A Servant’s Bow
Wren stood with the jug in her hands and waited.
The baron’s ring-hand hovered over the cup he had set down. His eyes had not left the pendant at her throat. Around the long table, the hush moved outward in slow rings — first the guests nearest him, then the middle benches, then even the servant in russet at the far end who finally noticed the silence and stopped pouring.
“Where did you get that.” It was not a question. His voice had gone flat the way iron goes flat when it’s struck wrong.
“It was my mother’s, my lord.”
“Your mother.”
“Aenna of Thornholt. She came to your gates in the snow. Nine winters past. With a child.”
Lady Marra reached, slowly, and took her husband’s wrist. Not to comfort him. To stop him standing.
“She died in the road,” Wren said, the same evenness she used with frightened kennel pups. “Two days after you turned her away. The hound-master at the south kennels took me in. He didn’t know what the chain was. He thought it was a trinket.”
The baron’s mouth worked. “Who told you it was hers.”
“She did. Before she stopped speaking.”
A log split in the hearth and sent up a small spray of sparks. The old wolfhound did not flinch. It was still watching her, the way it had watched her every morning at the kennels for nine winters, the way no one in this hall had ever bothered to watch her at all.
Sir Bren the Steward — the one who had pushed her forward — had taken one step back from her without realising. His limp had brought him up against the bench.
“Show it to me,” the baron said.
She did not move.
“I said show it to me, girl.”
“You set down your cup, my lord. You already know what it is.”
Lady Marra made a small sound. Not a word. The chipped tooth showed and was hidden again.
The pendant at Wren’s throat was a hound’s head in silver, with a single garnet for the eye. The same crest worked into the iron above the great doors. The same crest stamped into the baron’s gold ring. The kind of token a lord gave only to a woman whose child was his.
She had not raised it. She had not pointed at it. She had only stood in the firelight long enough for the room to see.
At the far end of the table, the guest who had been mid-laugh in the first moment of all this — the one whose laugh had died first — set his goblet down very carefully, as if afraid of the sound it might make. The woman across from him with the faded madder dress folded her hands in her lap and lowered her eyes, the way a person lowers their eyes at a funeral they did not expect to attend.
The wolfhound rose, chain dragging on the stone, and stepped to Wren’s side. It pressed its great scarred head against her hip and stayed there.
“My lord,” Wren said, and the word was no longer a servant’s word, “where would you like me to pour.”
The baron did not answer.
He could not.
And in that long unanswered moment, with a hound at her hip and a hall full of nobles unable to lift their cups, what does it mean that a girl can change the shape of a room without ever raising her voice?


WHAT IS BEING ASKED
Once the pictures are removed, restate the data below word for word.

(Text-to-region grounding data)
※ ※ ※

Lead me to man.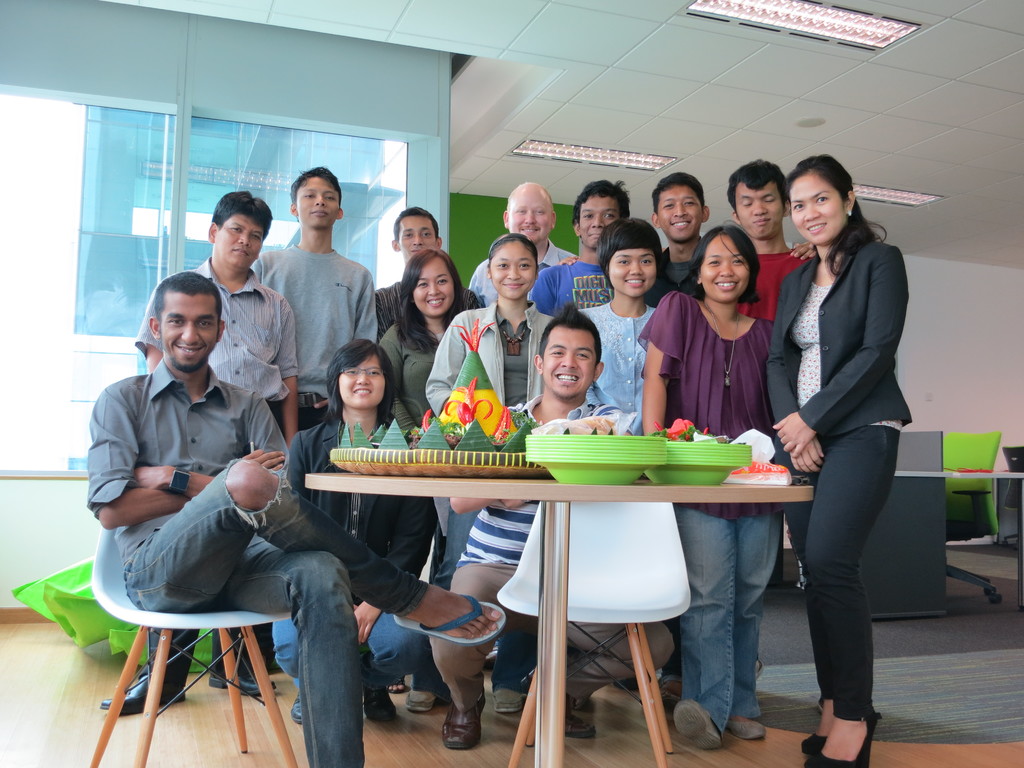
Lead to 416,316,662,750.
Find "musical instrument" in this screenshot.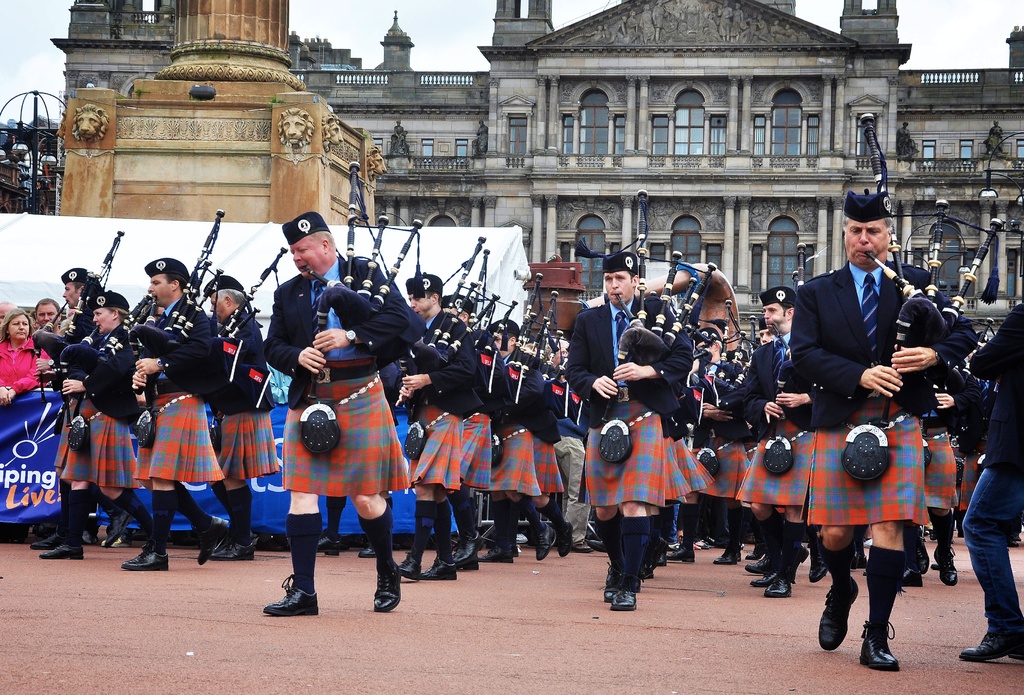
The bounding box for "musical instrument" is 865 114 943 404.
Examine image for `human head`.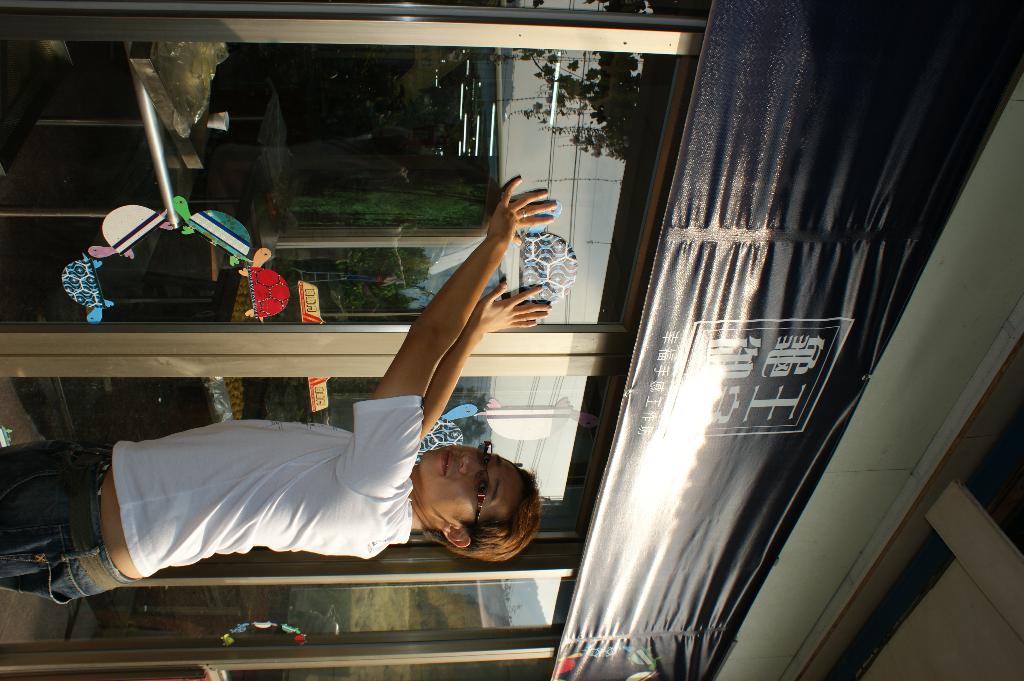
Examination result: rect(408, 444, 539, 559).
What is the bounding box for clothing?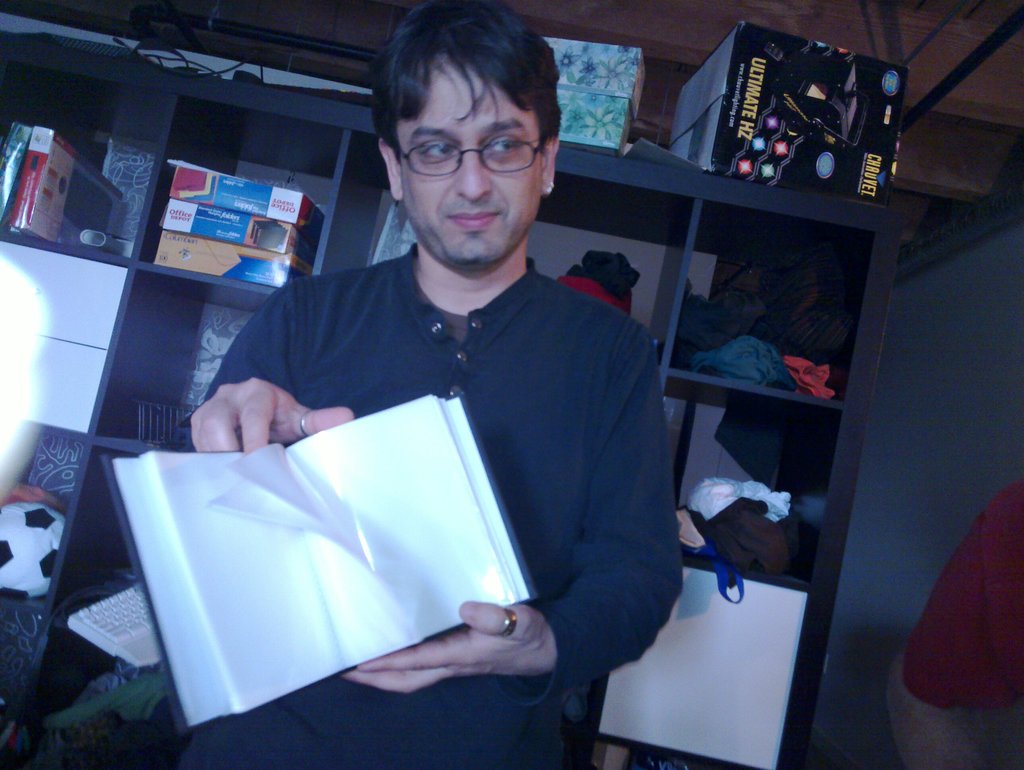
[128, 203, 678, 735].
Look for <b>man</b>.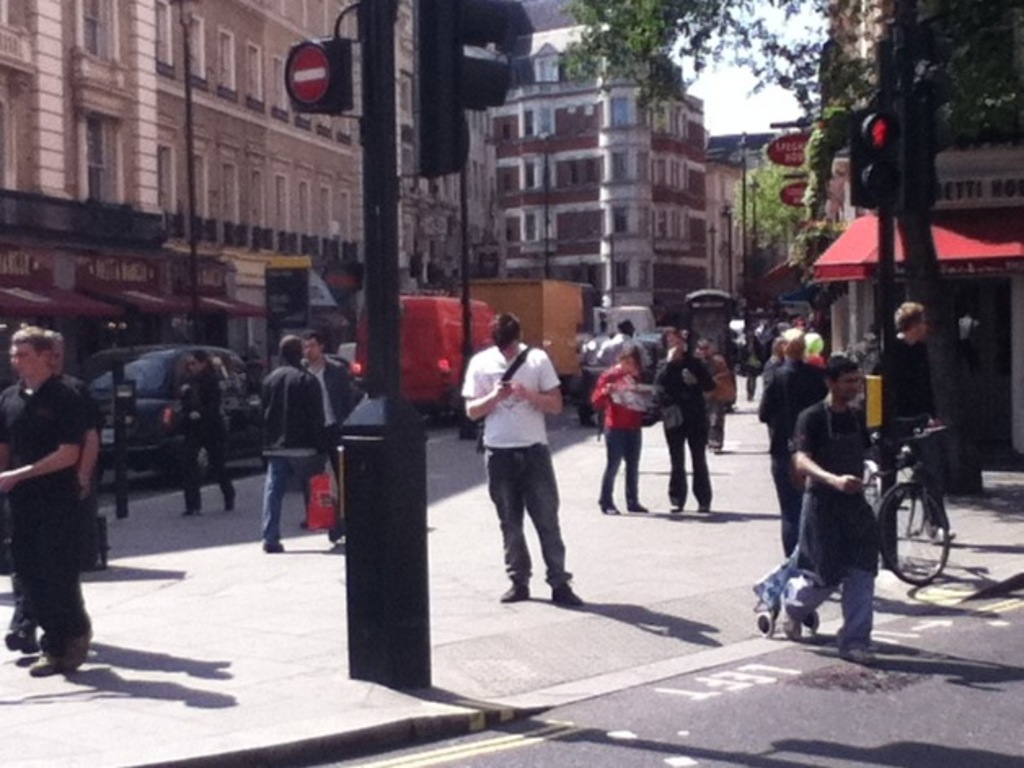
Found: <region>781, 357, 876, 664</region>.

※ ※ ※

RESPONSE TO THE TASK
Lead me to man.
Lead to 416,316,662,750.
Find "musical instrument" in this screenshot.
The bounding box for "musical instrument" is 865 114 943 404.
Examine image for `human head`.
Examination result: rect(408, 444, 539, 559).
What is the bounding box for clothing?
[128, 203, 678, 735].
Look for <b>man</b>.
Found: <region>781, 357, 876, 664</region>.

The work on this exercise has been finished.